Virtual Assistants for Law Firms: What to Delegate (and What Not To)
Lawyers don't bill for chasing intake forms, formatting documents, or reconciling trust-account entries — yet those tasks quietly consume hours that could go to billable work or new clients. A legal virtual assistant (VA) absorbs the administrative load that keeps a firm running, so attorneys and paralegals spend their time on the work that actually requires a law license. The key is knowing exactly what to hand off — and what must stay in-house.
What a legal VA can take off your plate
- Client intake & scheduling— Answering inquiries, sending and collecting intake forms, qualifying prospects against your criteria, and booking consultations on your calendar.
- Document preparation & formatting— Drafting routine correspondence from your templates, formatting pleadings and contracts, and assembling exhibits — all reviewed and finalized by an attorney.
- Calendar & deadline tracking— Managing court dates, filing deadlines, and reminders so nothing critical slips through the cracks.
- Billing & invoicing support— Entering time, preparing invoices, following up on outstanding balances, and keeping your practice-management software current.
- File & records management— Organizing case files, maintaining your document-management system, and keeping everything searchable and up to date.
- Client follow-up & communication— Sending status updates, appointment reminders, and routine check-ins so clients always feel informed.
What should never be delegated to a VA
A virtual assistant supports your practice — they don't practice law.

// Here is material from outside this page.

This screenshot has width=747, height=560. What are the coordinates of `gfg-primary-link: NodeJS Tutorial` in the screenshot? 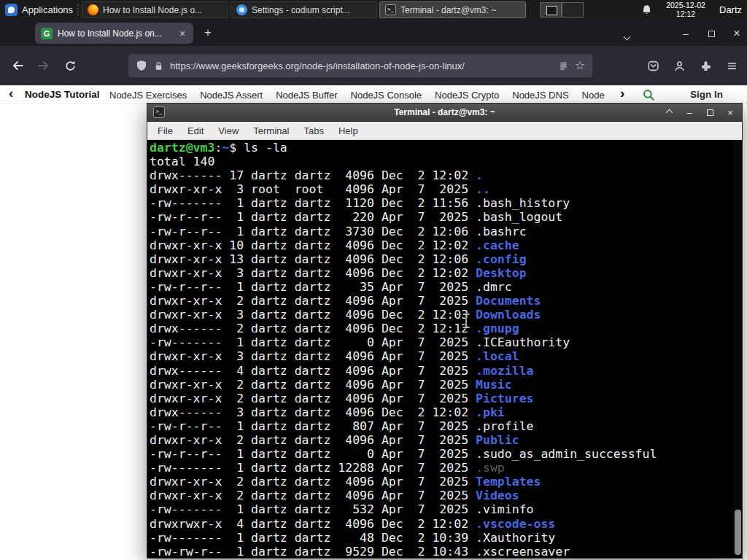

To stay on the right side of professional-responsibility rules, keep the following with licensed staff:
- Legal advice— Any guidance on a client's rights, options, or strategy must come from an attorney.
- Signing or filing as counsel— Court filings and representations to the court remain the attorney's responsibility.
- Final review of legal documents— A VA can draft and format, but an attorney must review and approve anything that goes out the door.
- Independent client counseling— VAs can relay information and schedule, but should never advise clients on the substance of their matter.
Protecting privilege and client data
Confidentiality is non-negotiable in legal work, and a well-run VA engagement is built around it. Use signed confidentiality and NDA agreements, grant access only to the systems a VA actually needs, and work within secure, permission-based tools rather than emailing sensitive files around.
At Nexus, VAs are trained on discreet handling of sensitive information and operate inside your existing systems and access controls — so you stay in command of who can see what, and can revoke access at any time.
Free your attorneys to practice
Every hour a lawyer or paralegal spends on admin is an hour not spent advising clients or growing the firm. Delegate the support work to a trained legal VA, keep the licensed work in-house, and your firm runs leaner without ever blurring the line that matters.